Position in chronology
Hermitage 3, 412
Translation — curated editorial
EditorialEditorial entry — translation cited from: CDLI raw catalogue, no published translation. P-number P211667.
Transliteration
1(u) gu2 siki-gi 2(u) 4(asz) gu2 4(disz) 1/2(disz) ma-na siki gir2-gul ki lu2-dingir-ra dumu-inim-szara2-ta mu-kux(DU) szul-gi-mi-szar szu ba-ti iti szu-esz5-sza mu gu-za en-lil2-la2 ba-dim2
Scholarly note
Catalogue entry from CDLI (Ur III (ca. 2100-2000 BC)) — Hermitage 3, 412. No scholarly translation has been published; the transliteration is from the ATF (CDLI's Atf-Friendly format). [year-name] Dated to Ur-Nammu y14 — The throne of Enlil was fashioned based on canonical year-name formula in the transliteration.
Attribution
Image: State Hermitage Museum, St. Petersburg, Russian Federation (P211667) — Photo via Cuneiform Digital Library Initiative. source
Translation excerpted from CDLI raw catalogue, no published translation. P-number P211667..
Related tablets
Related sources
One of the earliest specimens of human writing.

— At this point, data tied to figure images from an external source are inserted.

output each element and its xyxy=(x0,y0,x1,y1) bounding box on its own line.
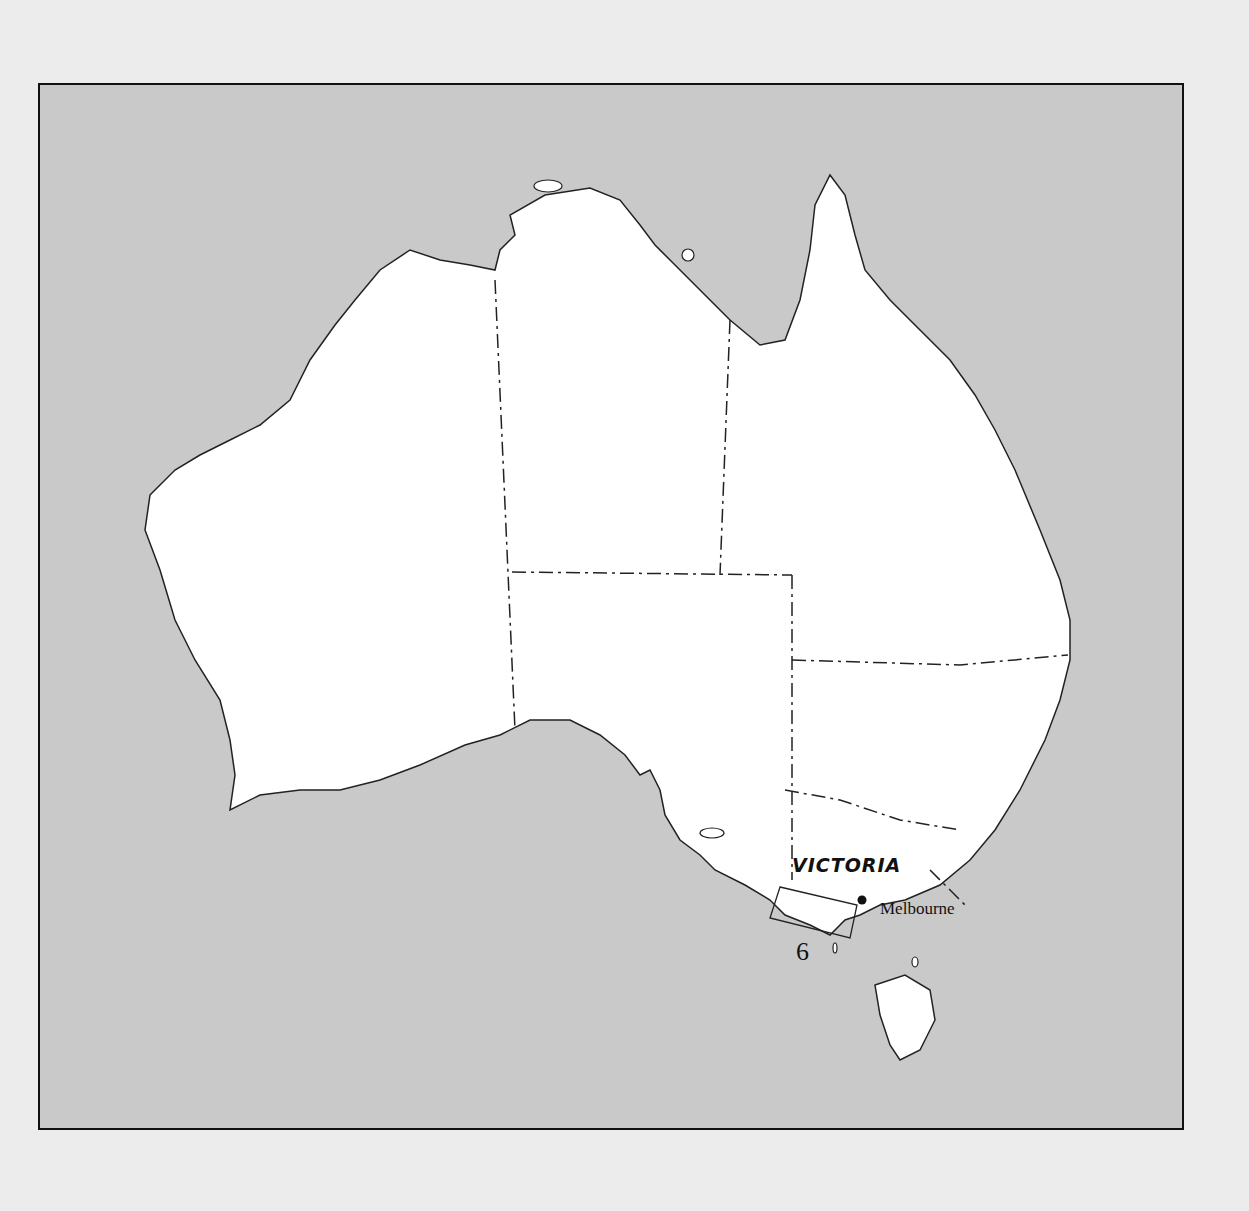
king-island xyxy=(833,943,837,953)
groote-eylandt xyxy=(682,249,694,261)
victoria-label: VICTORIA xyxy=(792,854,901,876)
melbourne-label: Melbourne xyxy=(880,899,955,918)
melville-island xyxy=(534,180,562,192)
melbourne-marker[interactable] xyxy=(858,896,867,905)
tasmania xyxy=(875,975,935,1060)
australia-map: Melbourne VICTORIA 6 xyxy=(0,0,1249,1211)
flinders-island xyxy=(912,957,918,967)
mainland-australia xyxy=(145,175,1070,935)
kangaroo-island xyxy=(700,828,724,838)
inset-number: 6 xyxy=(796,937,809,966)
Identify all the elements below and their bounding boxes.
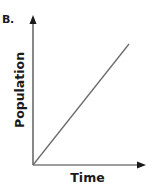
- y-axis-label: Population: [12, 52, 27, 128]
- population-line: [33, 44, 129, 165]
- y-axis-arrow-icon: [30, 15, 37, 24]
- x-axis-arrow-icon: [137, 162, 146, 169]
- x-axis-label: Time: [60, 170, 115, 185]
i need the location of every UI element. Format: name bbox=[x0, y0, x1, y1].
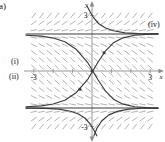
curve-label-iv: (iv) bbox=[148, 20, 160, 29]
figure-panel-a: a) (i) (ii) (iv) xy-333-3 bbox=[0, 0, 165, 142]
marked-point bbox=[91, 70, 94, 73]
direction-field-plot: xy-333-3 bbox=[0, 0, 165, 142]
marked-point bbox=[78, 88, 81, 91]
curve-label-i: (i) bbox=[11, 57, 19, 66]
x-tick-label: 3 bbox=[148, 73, 152, 82]
x-tick-label: -3 bbox=[31, 73, 37, 82]
curve-label-ii: (ii) bbox=[9, 72, 19, 81]
y-tick-label: 3 bbox=[84, 11, 88, 20]
marked-point bbox=[103, 51, 106, 54]
x-axis-name: x bbox=[158, 73, 163, 81]
panel-label: a) bbox=[0, 1, 6, 11]
y-tick-label: -3 bbox=[81, 123, 87, 132]
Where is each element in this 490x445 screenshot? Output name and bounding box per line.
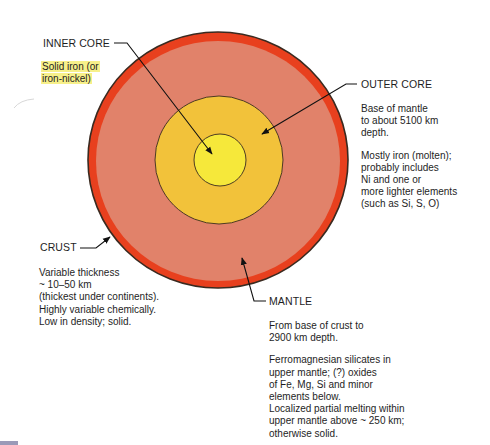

Not literature, not law — accounting. The need to keep track of grain in a temple bureaucracy is what pushed marks-on-clay into a system that could one day carry epics.
A window into the world's first total state. The Ur III administration tracked every animal, every worker, every shekel — for a population in the millions. The level of paperwork was not exceeded until the modern era.